Famous Transcripts in History: The Feynman Lectures Part 2
Feynman Lectures Part 2: Clarity is temporary
People loved to hear him talk.
Physicist Richard Feynman was famous for his storytelling, his jokes, and his timing. (Oh yeah, and a little thing called quantum electrodynamics.)
His lectures on the mind-bending principles of physics were unusually illuminating. So why transcribe them?
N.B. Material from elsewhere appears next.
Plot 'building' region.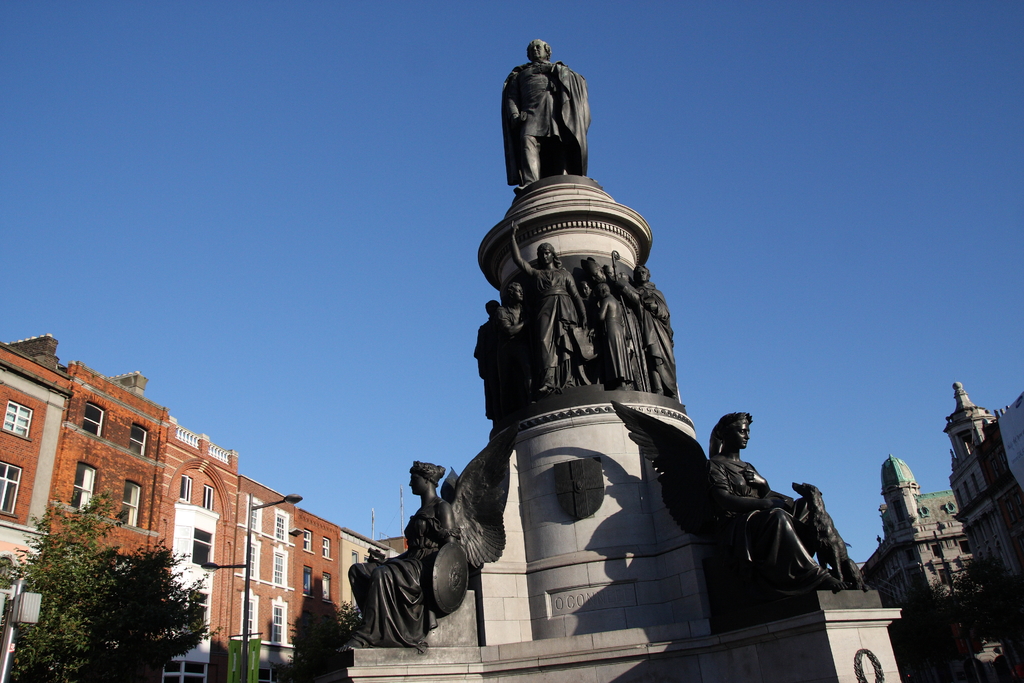
Plotted at <bbox>0, 334, 403, 682</bbox>.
In a transcript from an interview published in Feynman’s Tips on Physics, his colleague Robert Leighton describes it like this:
“Feynman has a peculiar property, which is that at the time he’s explaining something, it appears very clear and transparent–you can see how everything fits, and you go away feeling very good about it…about two hours later…it’s all gone and you’re hungry again.”
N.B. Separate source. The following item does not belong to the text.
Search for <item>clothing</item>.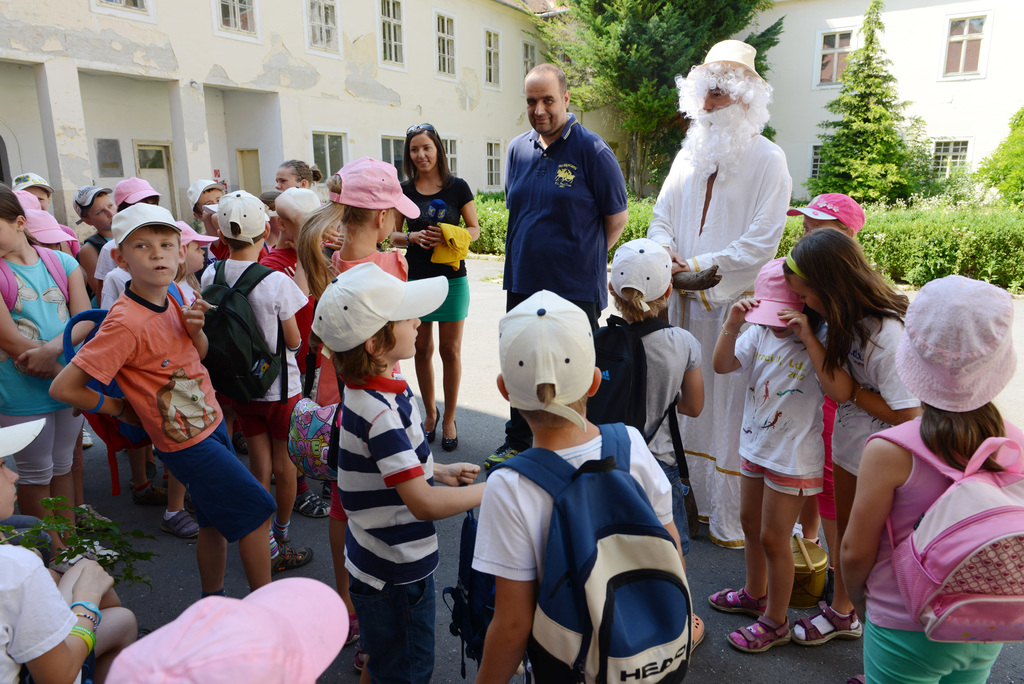
Found at bbox=[856, 407, 1018, 645].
Leighton says listening to Feynman on a topic was like “bringing the thing out into reality only for a limited time, and then watching it sink back into the sea!”
As the interviewer Heidi Aspaturian puts it, the taped and transcribed lectures were a way “to get him out of the vacuum permanently.”
Sometimes a transcript of a talk or lecture can bring the best from both worlds – the spiritedness of transient speech, and the clarity and permanence of writing. Yes, in transcription, language exhibits the qualities of both a particle and a wave!